"What did the man look like who was shot on the tree?" he asked.

"He was my age, and had a heavy mustache," replied Reuben Atwood; and the lad's mind was relieved.

It was considered expedient to start while the five survivors of the enemy were scattered, and before they could get together. Three horses had been killed in the assault—they being in direct range—and a fourth was so badly crippled as to be useless. The five that remained were just enough for the party, now reduced by two.

While the men gathered up what muskets, ammunition, and other stuff had fallen into their hands, Barnabas dressed Nathan's skin-wound and squeezed his clothes partly dry. Once in the saddle the lad felt quite himself again, though he shuddered frequently to think of his narrow escape.

The victory was not without its sting. Poor Lindsay and Jones had answered their last summons, and the bodies had to be left where they had fallen. Their comrades would gladly have buried them, but duty to the imperiled settlers at Wyoming forbade a moment's delay.

The sun was just peeping above the horizon when the little band mounted the captured horses and rode away from the scene of death and bloodshed. For the first two miles they kept close watch as they trotted along the bridle-road, and then, the chance of a surprise being now past, they urged their steeds to a gallop.

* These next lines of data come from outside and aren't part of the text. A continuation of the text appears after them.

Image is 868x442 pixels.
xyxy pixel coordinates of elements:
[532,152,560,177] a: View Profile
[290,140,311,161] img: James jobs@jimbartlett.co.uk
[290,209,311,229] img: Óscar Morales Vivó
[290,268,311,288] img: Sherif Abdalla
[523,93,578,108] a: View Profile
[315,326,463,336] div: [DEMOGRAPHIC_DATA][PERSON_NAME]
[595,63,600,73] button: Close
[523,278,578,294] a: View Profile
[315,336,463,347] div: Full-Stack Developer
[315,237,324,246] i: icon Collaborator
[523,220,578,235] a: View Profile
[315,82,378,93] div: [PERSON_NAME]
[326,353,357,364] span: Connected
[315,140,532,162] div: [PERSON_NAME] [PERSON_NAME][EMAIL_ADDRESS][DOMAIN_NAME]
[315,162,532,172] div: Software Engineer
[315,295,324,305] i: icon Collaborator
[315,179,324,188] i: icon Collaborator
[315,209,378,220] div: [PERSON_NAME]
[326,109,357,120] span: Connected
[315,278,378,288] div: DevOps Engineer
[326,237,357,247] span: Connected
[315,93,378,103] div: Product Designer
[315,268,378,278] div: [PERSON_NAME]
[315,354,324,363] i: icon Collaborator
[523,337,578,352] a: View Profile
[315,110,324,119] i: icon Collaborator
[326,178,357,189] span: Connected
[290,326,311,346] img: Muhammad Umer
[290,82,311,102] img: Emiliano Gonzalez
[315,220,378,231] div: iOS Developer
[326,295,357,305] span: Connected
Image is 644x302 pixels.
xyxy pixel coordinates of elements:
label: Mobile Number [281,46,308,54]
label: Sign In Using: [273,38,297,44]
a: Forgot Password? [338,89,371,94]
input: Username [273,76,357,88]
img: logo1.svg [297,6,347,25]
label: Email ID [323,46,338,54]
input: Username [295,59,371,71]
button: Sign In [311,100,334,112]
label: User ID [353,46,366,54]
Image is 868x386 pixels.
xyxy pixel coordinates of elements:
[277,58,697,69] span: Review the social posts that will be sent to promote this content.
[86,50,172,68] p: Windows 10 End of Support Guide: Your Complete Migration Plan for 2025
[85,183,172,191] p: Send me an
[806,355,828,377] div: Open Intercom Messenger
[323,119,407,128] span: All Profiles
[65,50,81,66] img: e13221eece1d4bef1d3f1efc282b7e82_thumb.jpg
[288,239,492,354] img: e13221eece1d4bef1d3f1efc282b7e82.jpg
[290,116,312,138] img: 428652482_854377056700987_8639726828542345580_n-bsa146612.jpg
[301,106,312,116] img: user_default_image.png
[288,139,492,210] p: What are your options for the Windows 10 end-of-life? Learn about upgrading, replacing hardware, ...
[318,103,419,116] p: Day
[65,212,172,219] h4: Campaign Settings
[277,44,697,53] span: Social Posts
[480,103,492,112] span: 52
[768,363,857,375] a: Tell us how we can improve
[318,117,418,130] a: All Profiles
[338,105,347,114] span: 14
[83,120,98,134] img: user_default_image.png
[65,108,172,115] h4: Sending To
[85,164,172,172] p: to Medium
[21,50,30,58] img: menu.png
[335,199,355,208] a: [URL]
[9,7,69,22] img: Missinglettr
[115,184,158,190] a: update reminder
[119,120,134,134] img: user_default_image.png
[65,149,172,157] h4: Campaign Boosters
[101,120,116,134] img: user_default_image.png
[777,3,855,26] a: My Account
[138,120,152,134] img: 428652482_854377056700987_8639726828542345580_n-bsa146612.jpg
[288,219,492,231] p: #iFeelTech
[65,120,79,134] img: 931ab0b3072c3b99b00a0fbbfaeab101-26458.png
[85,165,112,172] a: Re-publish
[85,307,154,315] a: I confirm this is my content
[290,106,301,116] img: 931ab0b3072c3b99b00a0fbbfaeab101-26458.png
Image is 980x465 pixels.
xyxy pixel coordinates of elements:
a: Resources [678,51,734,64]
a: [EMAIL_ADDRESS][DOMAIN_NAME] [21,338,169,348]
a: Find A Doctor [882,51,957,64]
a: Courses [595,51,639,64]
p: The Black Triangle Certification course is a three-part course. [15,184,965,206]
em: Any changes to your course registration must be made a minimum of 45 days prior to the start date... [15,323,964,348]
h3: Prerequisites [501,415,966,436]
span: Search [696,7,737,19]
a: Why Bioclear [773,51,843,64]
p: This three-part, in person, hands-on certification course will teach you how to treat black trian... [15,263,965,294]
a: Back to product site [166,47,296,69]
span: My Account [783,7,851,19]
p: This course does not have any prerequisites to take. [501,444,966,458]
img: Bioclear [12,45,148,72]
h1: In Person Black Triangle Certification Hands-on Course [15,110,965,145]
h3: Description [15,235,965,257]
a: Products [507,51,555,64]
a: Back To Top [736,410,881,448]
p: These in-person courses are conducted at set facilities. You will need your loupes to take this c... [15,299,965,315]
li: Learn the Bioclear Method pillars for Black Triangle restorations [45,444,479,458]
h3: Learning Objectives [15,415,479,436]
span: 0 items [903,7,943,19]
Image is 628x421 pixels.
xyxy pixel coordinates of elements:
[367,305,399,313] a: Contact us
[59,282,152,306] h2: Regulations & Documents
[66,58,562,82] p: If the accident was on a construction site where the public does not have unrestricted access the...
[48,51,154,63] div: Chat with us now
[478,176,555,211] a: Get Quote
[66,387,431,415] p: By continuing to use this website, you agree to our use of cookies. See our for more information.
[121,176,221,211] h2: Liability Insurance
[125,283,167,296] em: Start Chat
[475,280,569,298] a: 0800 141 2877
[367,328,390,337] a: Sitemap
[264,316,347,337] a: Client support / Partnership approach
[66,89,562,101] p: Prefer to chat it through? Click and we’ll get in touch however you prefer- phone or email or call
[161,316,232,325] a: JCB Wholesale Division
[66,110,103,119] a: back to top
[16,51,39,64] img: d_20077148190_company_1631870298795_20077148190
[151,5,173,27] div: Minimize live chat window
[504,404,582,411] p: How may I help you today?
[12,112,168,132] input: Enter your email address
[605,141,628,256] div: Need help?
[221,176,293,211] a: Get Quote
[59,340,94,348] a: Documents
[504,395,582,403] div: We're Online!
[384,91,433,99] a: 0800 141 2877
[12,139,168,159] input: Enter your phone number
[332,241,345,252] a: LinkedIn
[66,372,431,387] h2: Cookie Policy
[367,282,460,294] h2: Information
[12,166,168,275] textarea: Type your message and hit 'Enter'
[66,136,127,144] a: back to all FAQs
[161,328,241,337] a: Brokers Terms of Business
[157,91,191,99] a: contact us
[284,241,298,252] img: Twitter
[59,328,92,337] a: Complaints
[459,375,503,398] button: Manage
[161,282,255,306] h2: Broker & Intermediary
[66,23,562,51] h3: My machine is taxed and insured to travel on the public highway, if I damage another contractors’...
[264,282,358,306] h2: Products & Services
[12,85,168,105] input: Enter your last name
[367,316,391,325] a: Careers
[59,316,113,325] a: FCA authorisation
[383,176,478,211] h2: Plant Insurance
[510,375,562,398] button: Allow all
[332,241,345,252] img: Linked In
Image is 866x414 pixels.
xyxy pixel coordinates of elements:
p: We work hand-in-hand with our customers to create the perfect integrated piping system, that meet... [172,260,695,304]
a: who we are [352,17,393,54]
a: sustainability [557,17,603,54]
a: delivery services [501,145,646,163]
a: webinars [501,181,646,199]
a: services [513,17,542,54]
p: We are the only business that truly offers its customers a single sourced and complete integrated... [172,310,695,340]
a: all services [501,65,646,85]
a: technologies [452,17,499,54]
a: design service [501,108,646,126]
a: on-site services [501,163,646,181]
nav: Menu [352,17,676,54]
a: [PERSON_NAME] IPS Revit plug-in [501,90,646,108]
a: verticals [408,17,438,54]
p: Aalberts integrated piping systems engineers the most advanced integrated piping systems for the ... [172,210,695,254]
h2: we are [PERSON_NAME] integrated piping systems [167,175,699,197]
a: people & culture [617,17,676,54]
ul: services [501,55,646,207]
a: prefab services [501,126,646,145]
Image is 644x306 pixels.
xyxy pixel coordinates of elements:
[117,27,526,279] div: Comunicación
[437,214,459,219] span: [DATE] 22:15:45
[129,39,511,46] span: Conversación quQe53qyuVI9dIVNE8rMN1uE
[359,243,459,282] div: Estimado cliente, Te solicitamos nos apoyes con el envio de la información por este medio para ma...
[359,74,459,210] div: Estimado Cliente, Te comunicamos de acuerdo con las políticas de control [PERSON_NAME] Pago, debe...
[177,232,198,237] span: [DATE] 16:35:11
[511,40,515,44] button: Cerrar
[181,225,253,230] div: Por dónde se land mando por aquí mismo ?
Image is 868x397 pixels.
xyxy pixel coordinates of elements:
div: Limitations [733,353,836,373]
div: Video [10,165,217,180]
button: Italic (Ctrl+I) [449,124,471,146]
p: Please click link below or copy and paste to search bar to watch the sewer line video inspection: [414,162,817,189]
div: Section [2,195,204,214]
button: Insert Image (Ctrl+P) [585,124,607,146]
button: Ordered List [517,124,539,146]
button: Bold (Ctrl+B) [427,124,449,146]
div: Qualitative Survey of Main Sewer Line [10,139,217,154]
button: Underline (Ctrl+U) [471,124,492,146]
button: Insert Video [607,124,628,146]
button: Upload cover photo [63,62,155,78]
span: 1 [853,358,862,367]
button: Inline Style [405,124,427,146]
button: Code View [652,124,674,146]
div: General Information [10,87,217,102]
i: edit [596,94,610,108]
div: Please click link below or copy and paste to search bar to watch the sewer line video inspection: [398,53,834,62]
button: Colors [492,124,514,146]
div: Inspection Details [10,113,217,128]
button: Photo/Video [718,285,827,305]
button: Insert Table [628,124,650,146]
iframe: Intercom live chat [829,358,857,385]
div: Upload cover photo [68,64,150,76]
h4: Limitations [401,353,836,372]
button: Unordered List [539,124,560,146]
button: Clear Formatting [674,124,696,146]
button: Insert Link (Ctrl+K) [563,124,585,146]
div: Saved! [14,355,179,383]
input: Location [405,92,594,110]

But the country was very rugged, and the road winding, and it was necessary to walk or trot the horses much of the way. So it was close to nine o'clock of the morning when the travelers rode out on the elevated crest of the mountainous plateau, and beheld the lovely Wyoming Valley spread out before them in the soft July sunlight.

Here was the Susquehanna winding in a silver loop from mountain gap to mountain gap. There, a little to the westward, the hamlet of Wilkesbarre nestled at the base of the hills. Farther east the stockade of Forty Fort rose from the opposite lying bank of the river, and the flag was still fluttering from its staff.